We asked eight people who have got involved in BAM in the last 5 years to share how they got launched and how well they landed. We asked them:

We’ll be posting what they shared in four short blogs: Part 2 | Part 3 | Part 4

Part 1: What helped propel you towards business as mission?

We were working professionals for a long time and felt we reached a certain level of accomplishment in our career and knew it was time for a change. When we decided we wanted to move abroad, we looked at ways on how we could have the greatest impact and found that running a business can hugely benefit a community on many different levels, as well as give ministry opportunities we otherwise would not be presented with. Also, starting a business felt the most authentic way for us to truly become “immigrants” in our new home country and displayed our commitment to the locals that we were serious and in this for the long haul. – Ben and Yumi, Vietnam [have been operating a software development company for 18 months, before that they spent 10 months intentionally preparing to do BAM, 4 months in their home country and 6 months in Vietnam] Read more

Am I a Business Builder or Entrepreneur? Identifying Your Place in a BAM Team

by Peter Shaukat

Business as mission is communitarian and team-oriented, not individualistic. Beyond considering the individual characteristics that BAMers need, I would then ask, “What does the business team need to have in their overall profile?”

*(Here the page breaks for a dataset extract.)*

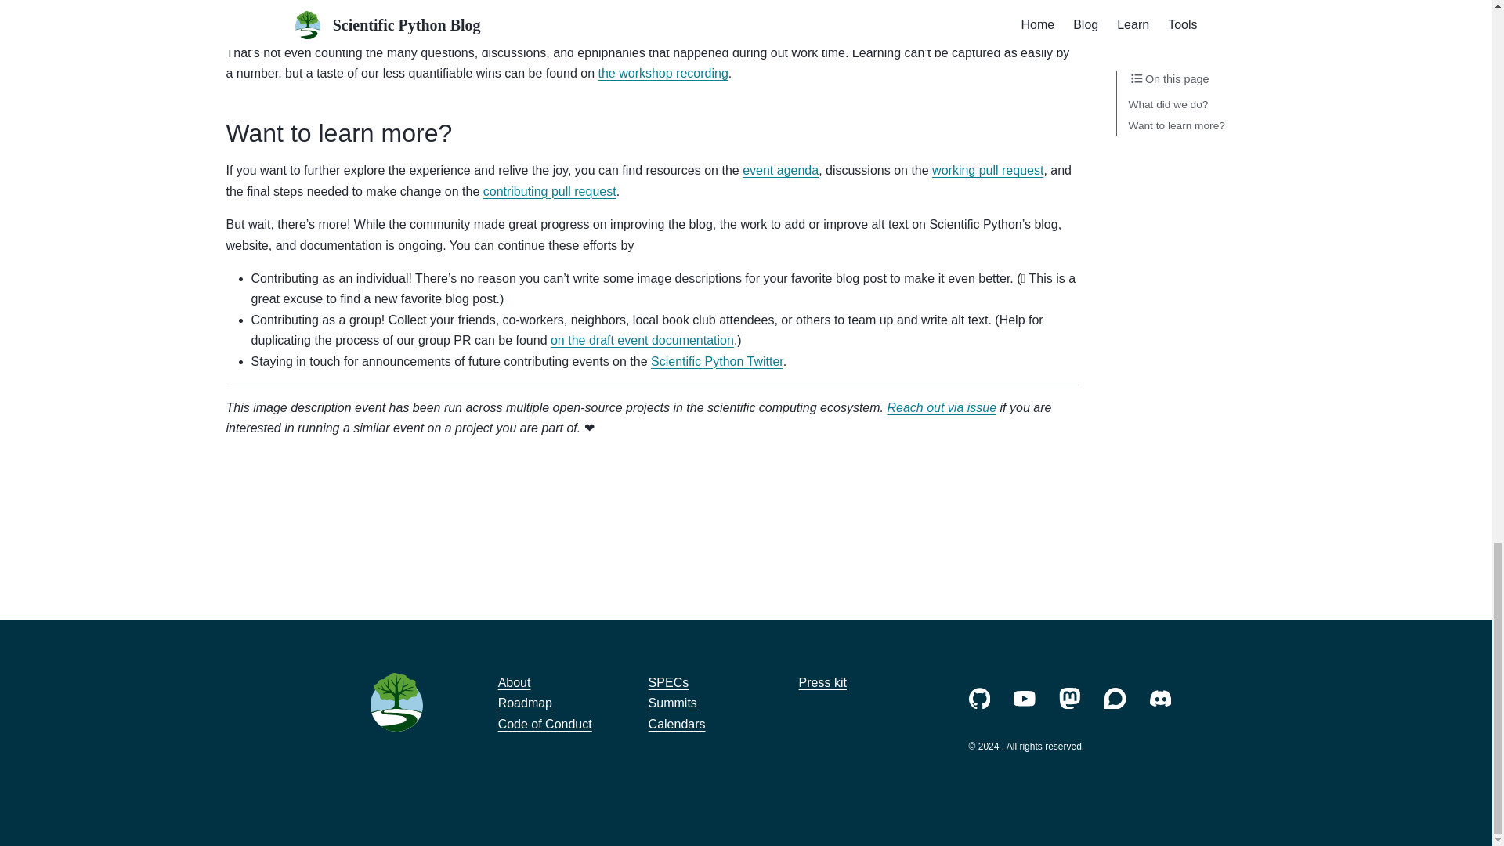  Describe the element at coordinates (545, 724) in the screenshot. I see `Code of Conduct` at that location.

I think of the business team in a matrix model. One axis maps character, competence and charisma. Along the other axis is the type of person or skill needed. Those types would range right from the entrepreneur, along to managers and business professionals, and then those professionals with technical or specialist skills that the business needs.

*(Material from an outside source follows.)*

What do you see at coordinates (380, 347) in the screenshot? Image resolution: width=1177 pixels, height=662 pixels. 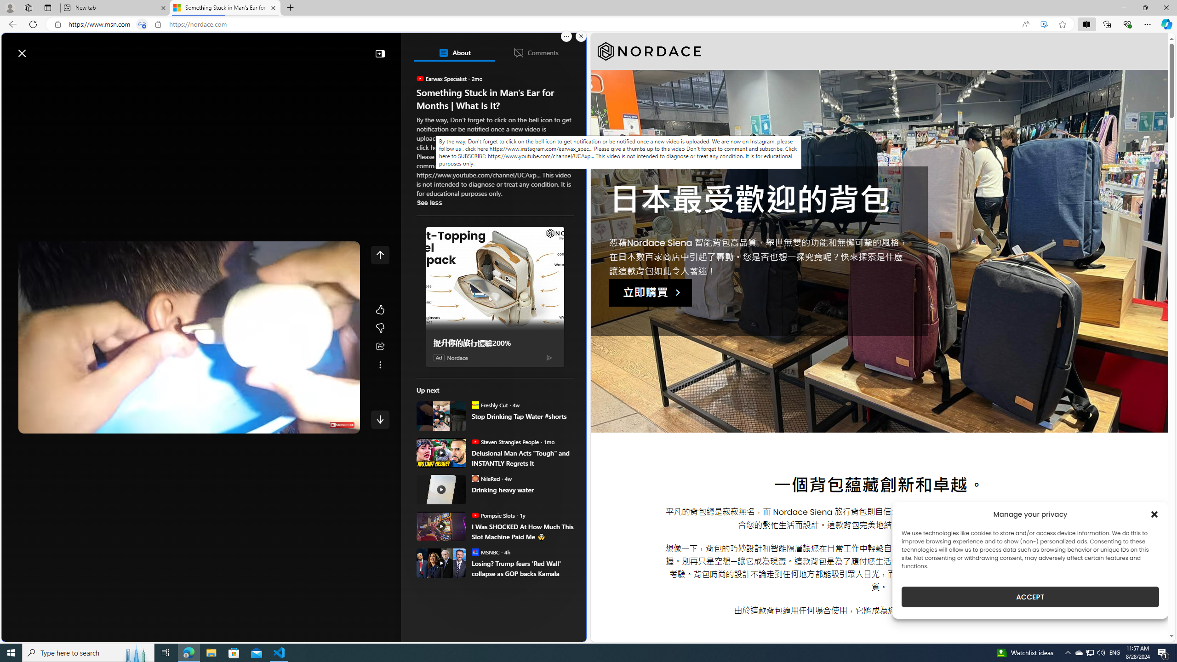 I see `Share this story` at bounding box center [380, 347].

Entrepreneurs and business builders

When you start out in business you are doing everything. Theoretically that is flawed, but it’s the reality in a brand new startup. You are not going to have perfection in your team and all the right people in the various roles from day one. But you want to move along a dynamic pathway, to break out those functions into different roles as quickly as possible.

If you are going to do business as mission well, the business needs more than one person with a good idea. You can’t start a BAM company without an entrepreneur, but likewise, you can’t continue a BAM company with only an entrepreneur! Almost as soon as the company starts you are going to need other kinds of people, ‘business builders’. Read more

A Business Man’s Journey

Tensions Between Faith and Work

One of the great privileges of traveling and working internationally is the frequent opportunity provided by long journeys for prayerful reflection on the goodness of God and the adventure of a life walking with Him.  A few years ago, on one such long trip, I took some time to reflect on my life in the previous 7 years since becoming a Christian, in particular, on my journey towards integrating faith and work, mission and business.

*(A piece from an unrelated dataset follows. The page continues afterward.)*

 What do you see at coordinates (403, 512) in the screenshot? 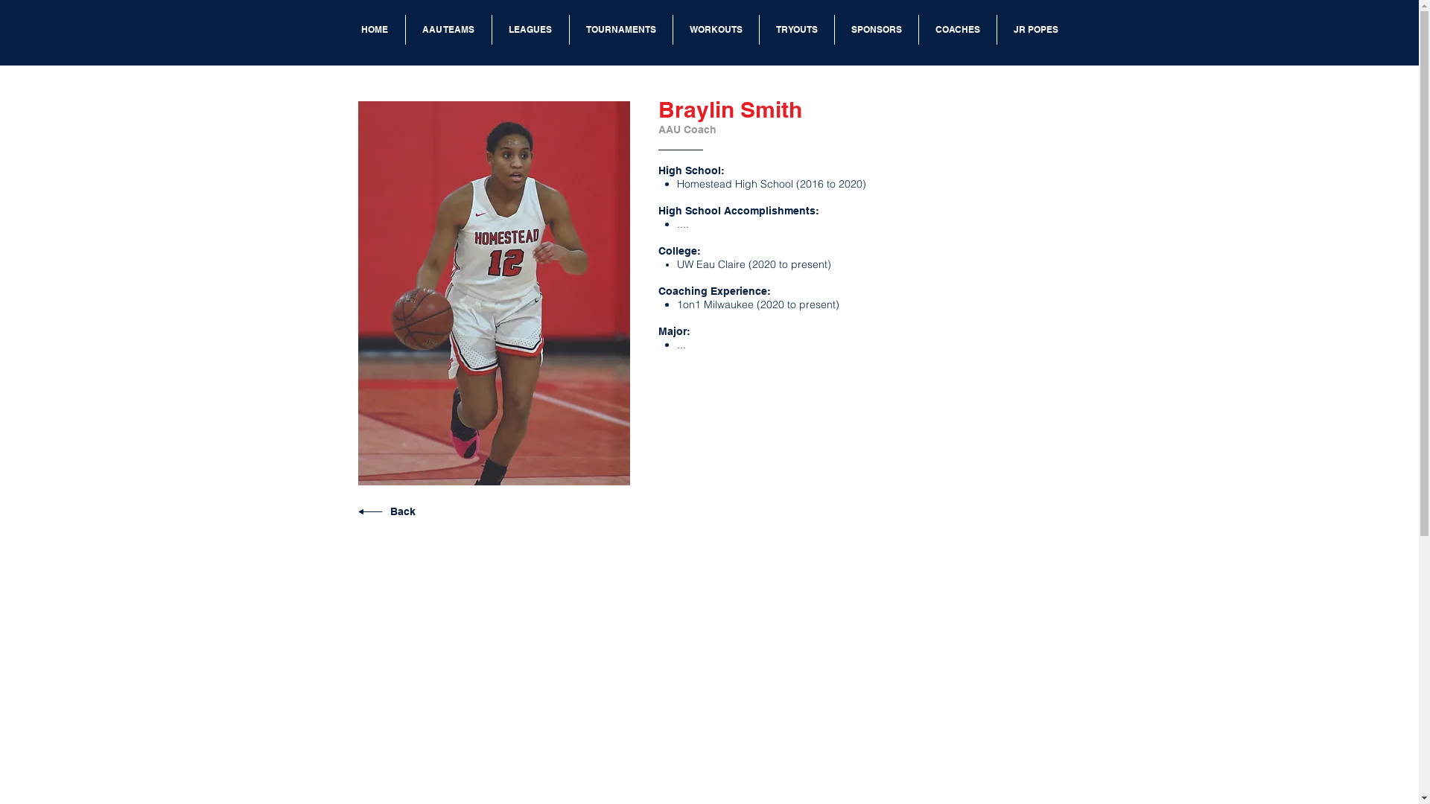
I see `Back` at bounding box center [403, 512].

I came to faith in my late twenties in the midst of the busiest time in my working life.  I worked as a strategist and management consultant in one of the leading financial services companies in the UK.  I was being stretched like never before in a senior management role, responsible for leading and implementing major organisational change in my department and at the same time completing a part-time MBA.  That God chose this time to stir my heart still amazes me.